To support it, there should be a method in the API intended for editing that gets the source of the entry (not the to-be-consumed version).

(goes to write this on the wiki...)

Posted by Chris Wilper at

UPDATED demo page

with several participants(Pilgrim, Sopolsky, etc)  NECHO feed conversion to CDF(Channel Definition Format)
(see also necho 0.1 group)

http://cybarber.ath.cx/TestingwithSources.htm

Cybarber

Posted by cybarber at

a well formed name for necho:

S(ynchronized) A(ggregated) M(essaging)

or short

SAM

a tribute to...
Cybarber

Posted by cybarber at

Creating well-formed XHTML. Sjoerd Visscher: We have a simple client-side clean-up script that extracts well-formed XHTML from the WYSIWYG editor. It even handles pasted HTML from Word rather well.

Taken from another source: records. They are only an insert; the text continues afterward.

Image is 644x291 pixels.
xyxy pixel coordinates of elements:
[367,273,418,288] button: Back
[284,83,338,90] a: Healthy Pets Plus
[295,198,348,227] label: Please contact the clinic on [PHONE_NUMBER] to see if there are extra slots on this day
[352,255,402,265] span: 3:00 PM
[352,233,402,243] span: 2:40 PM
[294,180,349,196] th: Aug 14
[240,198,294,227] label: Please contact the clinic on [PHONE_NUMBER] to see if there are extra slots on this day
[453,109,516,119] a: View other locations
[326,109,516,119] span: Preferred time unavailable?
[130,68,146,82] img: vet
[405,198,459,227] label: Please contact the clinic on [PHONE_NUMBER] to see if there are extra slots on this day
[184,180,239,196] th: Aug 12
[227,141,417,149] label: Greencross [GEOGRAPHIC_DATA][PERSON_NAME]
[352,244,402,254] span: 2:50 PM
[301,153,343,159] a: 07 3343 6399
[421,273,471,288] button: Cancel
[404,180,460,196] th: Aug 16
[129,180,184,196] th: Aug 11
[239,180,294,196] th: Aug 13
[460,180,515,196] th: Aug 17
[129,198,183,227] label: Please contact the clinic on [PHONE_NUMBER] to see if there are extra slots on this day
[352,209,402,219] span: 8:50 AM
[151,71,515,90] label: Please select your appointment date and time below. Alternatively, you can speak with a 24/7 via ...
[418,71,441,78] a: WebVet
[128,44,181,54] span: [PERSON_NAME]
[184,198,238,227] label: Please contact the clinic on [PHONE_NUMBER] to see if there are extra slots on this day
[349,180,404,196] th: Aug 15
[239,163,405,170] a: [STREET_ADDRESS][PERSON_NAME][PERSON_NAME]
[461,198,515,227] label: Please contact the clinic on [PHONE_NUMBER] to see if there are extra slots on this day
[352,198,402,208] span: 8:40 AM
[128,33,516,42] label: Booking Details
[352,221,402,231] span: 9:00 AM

I discussed it with my collegues today, and we are...

Excerpt from André Venter: Dev at

SAM (formerly known as ECHO or NECHO)

now stands for

S(yndication A(ggregation) M(arkup)

My SAM2CDF and (soon SAM2RSS SAM2RDF and RSS2SAM and RDF2SAM) XSLT conversion demo page is up.

Cybarber

Posted by cybarber@home.nl at

About time! 

At this point, I do not use any application to clean up my XHTML because of obvious concerns.  Most of my sites are in table-less <div> layouts, and the applications are simply not smart enough to handle the cleaning. 

I look forward to the release of this script, including the export of code written in Word to an editor. 

Right now, whenever I have an article to publish, I must change the typeface to Courier New (less whitespace problems with this font for some reason), add in the HTML for publishing, and then paste it into Notepad to nix any of MS-Word's <sarcasm> wonderful auto-formatting </sarcasm off>. 

Then, <sigh> I paste it into a WYSIWYG editor (usually DMX).  What a hassle this is. 

I even do a find and replace for all the auto-formatted quotes that end up with invalid XHTML markup. 

So, in a nutshell, I'll be a buyer of your script.  :)

Joshua

Posted by Joshua at

Christian Romney

As much as I like Sam [Ruby], I hate the name SAM, S(yndication A(ggregation) M(arkup). I would bet Sam [Ruby] doesn't care much for it either. It clouds the issue.